Maureen Hill, a parent who took her three children to the opening, stood outside of the prison hole while her kids took their shots through the cell. On their way to the event, Hill said she reminded her kids that it was OK to ask questions about what they would see.
“I think what's cool is that for kids, developmentally, they're going to understand some things, and other things, they might not be quite ready to chat about,” Hill said. “That’s fine. They'll ask the questions that they want to know the answers to.”
Sponsored by the Center for Public Feminism, the project began as the brainchild of Thomsen, who has used game-making to teach feminist and queer theory for years. It was brought to life through extensive collaboration with art studio technician Colin Boyd, Bumstead, students, and other partners at and beyond the college.
The physical golf course, which occupies half of Middlebury College’s Kenyon Arena, was designed and built primarily by nine Middlebury students enrolled in “Feminist Building,” a class taught by Thomsen and Boyd.

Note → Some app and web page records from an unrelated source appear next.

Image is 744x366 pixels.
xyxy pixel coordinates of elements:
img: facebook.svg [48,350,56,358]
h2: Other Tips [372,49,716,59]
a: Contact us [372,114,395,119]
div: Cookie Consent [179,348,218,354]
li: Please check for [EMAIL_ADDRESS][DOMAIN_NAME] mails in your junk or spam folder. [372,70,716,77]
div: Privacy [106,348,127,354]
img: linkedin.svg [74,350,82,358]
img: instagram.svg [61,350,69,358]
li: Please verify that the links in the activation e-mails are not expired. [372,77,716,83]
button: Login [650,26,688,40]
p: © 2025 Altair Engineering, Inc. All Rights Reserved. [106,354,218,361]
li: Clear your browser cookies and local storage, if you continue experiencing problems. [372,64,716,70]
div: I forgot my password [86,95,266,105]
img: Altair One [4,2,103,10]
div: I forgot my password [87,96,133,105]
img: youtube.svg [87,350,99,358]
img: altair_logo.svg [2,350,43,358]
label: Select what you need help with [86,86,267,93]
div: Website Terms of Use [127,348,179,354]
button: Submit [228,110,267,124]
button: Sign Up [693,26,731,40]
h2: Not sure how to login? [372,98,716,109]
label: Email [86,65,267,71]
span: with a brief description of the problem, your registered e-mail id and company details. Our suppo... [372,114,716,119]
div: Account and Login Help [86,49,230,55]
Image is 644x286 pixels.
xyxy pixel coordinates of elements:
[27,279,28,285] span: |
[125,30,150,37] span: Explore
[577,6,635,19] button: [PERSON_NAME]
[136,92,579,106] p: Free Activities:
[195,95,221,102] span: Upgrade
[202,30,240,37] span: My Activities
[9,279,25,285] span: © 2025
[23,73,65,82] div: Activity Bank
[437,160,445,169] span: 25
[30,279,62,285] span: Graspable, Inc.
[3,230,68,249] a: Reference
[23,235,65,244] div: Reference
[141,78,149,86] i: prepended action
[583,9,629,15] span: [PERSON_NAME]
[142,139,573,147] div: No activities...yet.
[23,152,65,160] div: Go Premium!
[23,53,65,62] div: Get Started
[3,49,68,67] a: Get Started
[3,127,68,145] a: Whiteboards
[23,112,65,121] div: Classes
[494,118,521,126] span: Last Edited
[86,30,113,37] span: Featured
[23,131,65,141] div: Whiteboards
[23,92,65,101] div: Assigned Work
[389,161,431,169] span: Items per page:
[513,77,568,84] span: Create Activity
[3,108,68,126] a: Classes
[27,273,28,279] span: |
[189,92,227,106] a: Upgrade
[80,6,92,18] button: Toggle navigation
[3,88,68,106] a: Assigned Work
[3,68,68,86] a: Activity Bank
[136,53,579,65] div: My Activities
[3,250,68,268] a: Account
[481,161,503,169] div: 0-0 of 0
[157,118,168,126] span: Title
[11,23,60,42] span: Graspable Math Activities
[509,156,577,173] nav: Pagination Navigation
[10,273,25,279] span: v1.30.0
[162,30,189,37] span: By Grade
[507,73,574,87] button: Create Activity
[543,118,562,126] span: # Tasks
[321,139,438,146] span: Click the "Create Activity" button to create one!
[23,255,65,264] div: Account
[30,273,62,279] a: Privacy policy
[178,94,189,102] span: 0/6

Over the course of a semester, students in that class dedicated hours of labor to imagining, planning and hammering together the full-sized mini golf holes, while students in another class — Thomsen’s “Politics of Reproduction” — generated educational content and art to contextualize each hole.
Collaboration extended all the way to Denver, Colorado, where two Metropolitan State University students designed one of the holes, which was then built in Middlebury by participants in the Trailblazers program through Vermont Works for Women, an economic justice and career training nonprofit. Students in gender studies classes at Providence College and Hamilton College also produced art for the course.
“I think a really great part of this whole project is how many different stakeholders, individuals and partners really came out to want to be a part of it,” said Rhoni Basden, director of Vermont Works for Women.
As the course came to life on that opening Friday, it looked, as one child called out while running past the “Care Work” hole, like a tiny version of the world.
“We set up the golf course to feel like you're moving through a community or a town,” Thomsen said. “These are all sites where reproductive injustices play out. They’re also, that means, sites where reproductive justice activism could transpire.”
The mini golf course is free to attend and will be open to the public from 4 to 7 p.m. on Thursdays, Fridays and Saturdays through July 15.